» Task to carry out
In your copy of the entries below, keep every word exactly and leave out all images.

Start of Given records

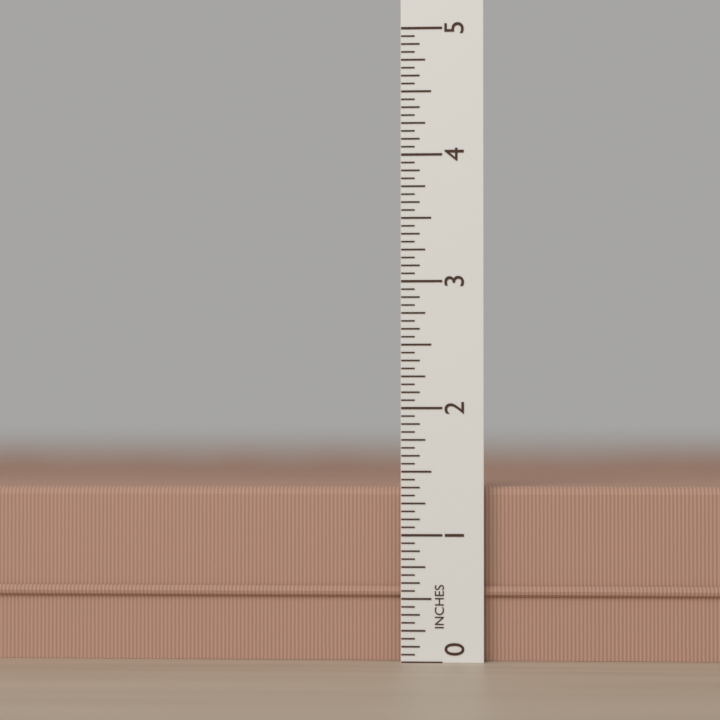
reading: 1.3750 in
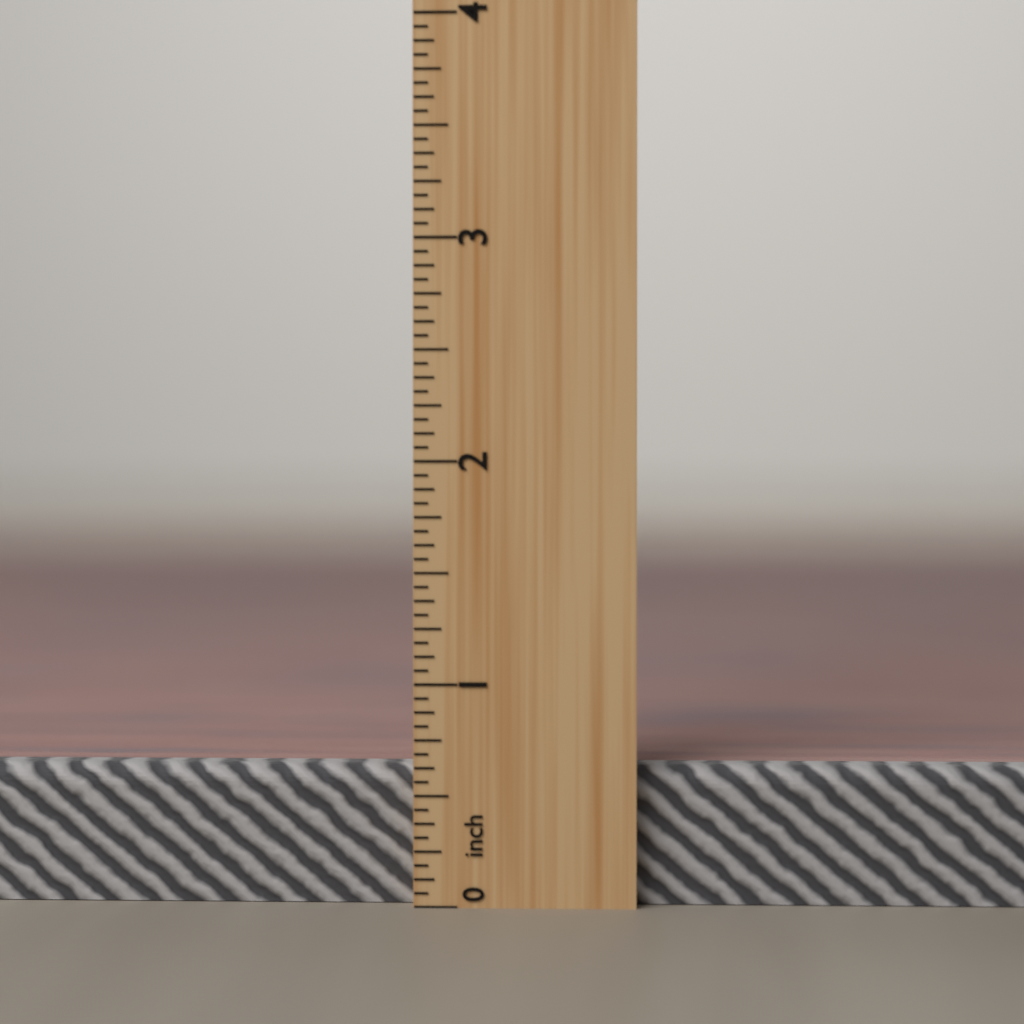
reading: 0.6250 inch
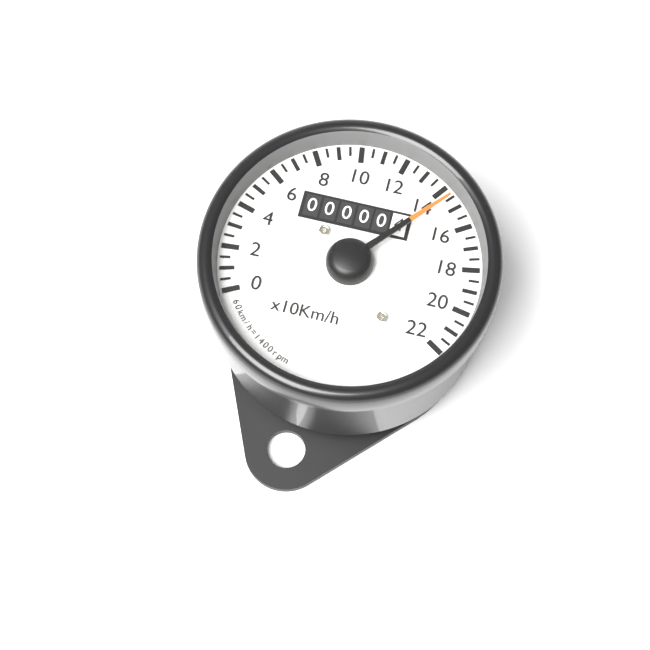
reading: 14.5 x10 km/h
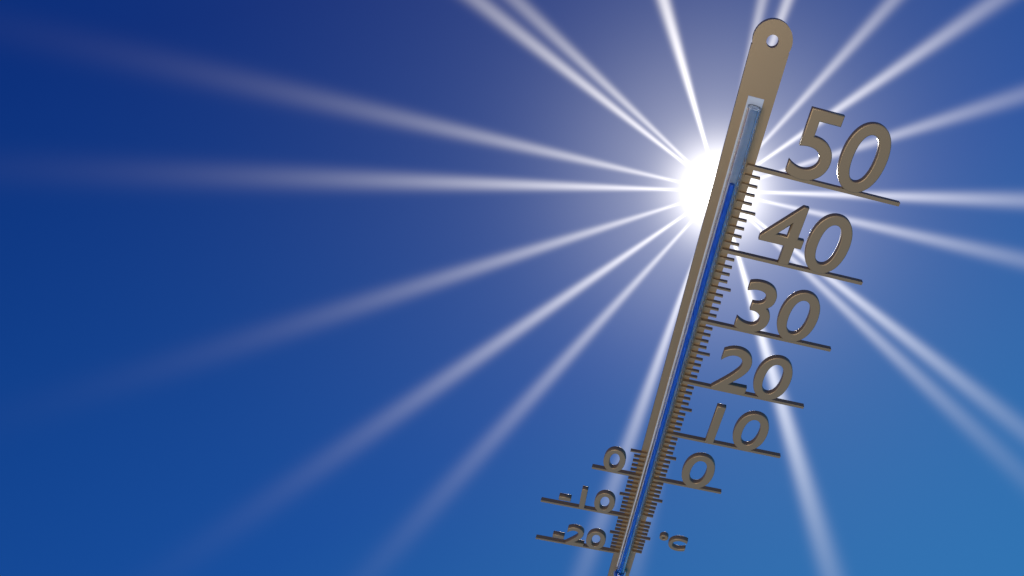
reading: 48 °C
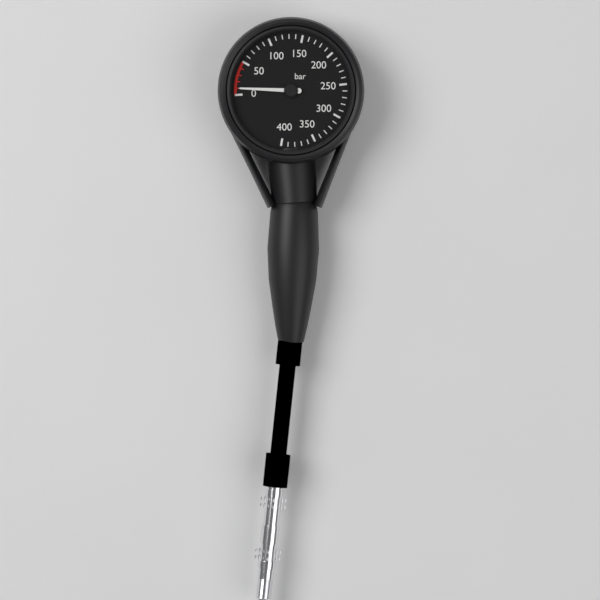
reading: 10 bar
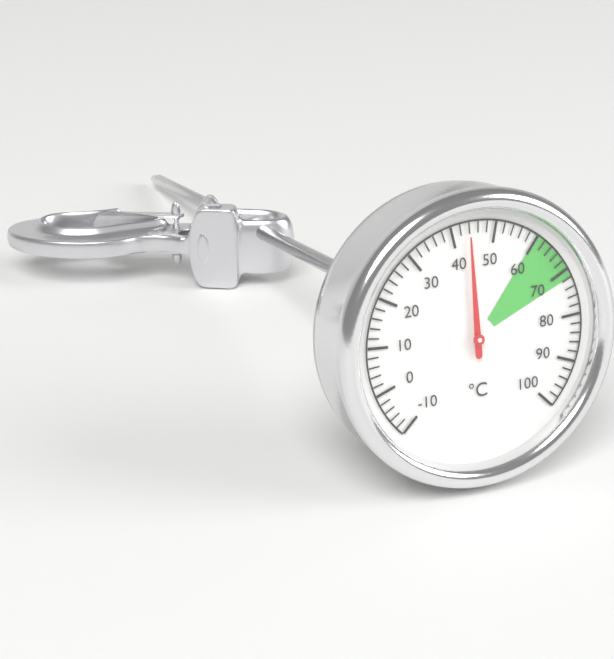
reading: 44 °C
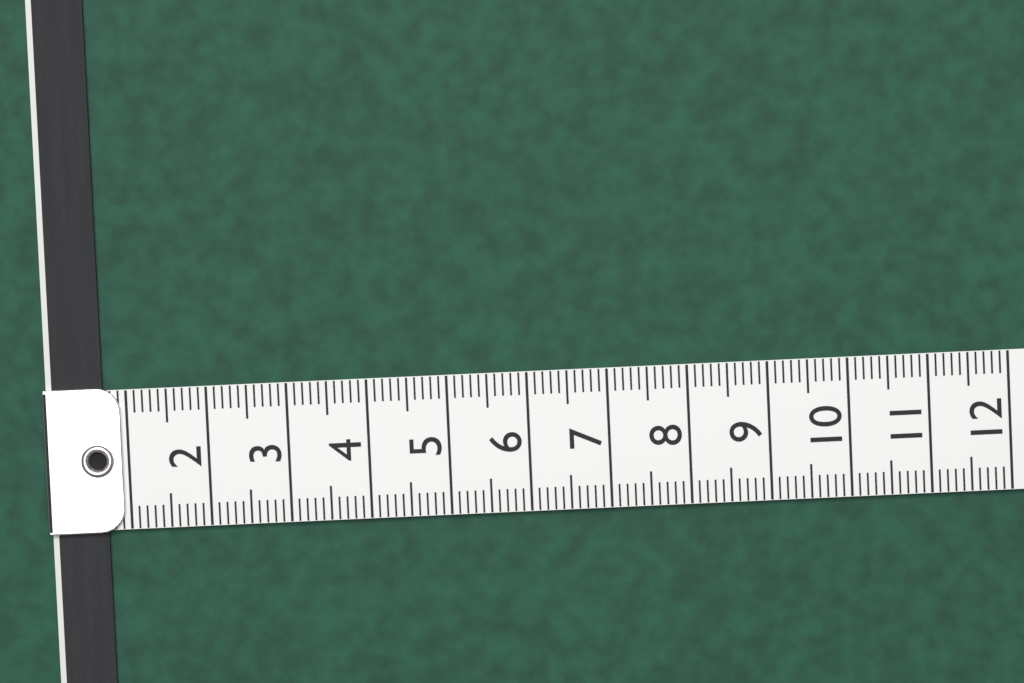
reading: 0.7 (no unit)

End of Given records

» Task output
reading: 1.3750 in
reading: 0.6250 inch
reading: 14.5 x10 km/h
reading: 48 °C
reading: 10 bar
reading: 44 °C
reading: 0.7 (no unit)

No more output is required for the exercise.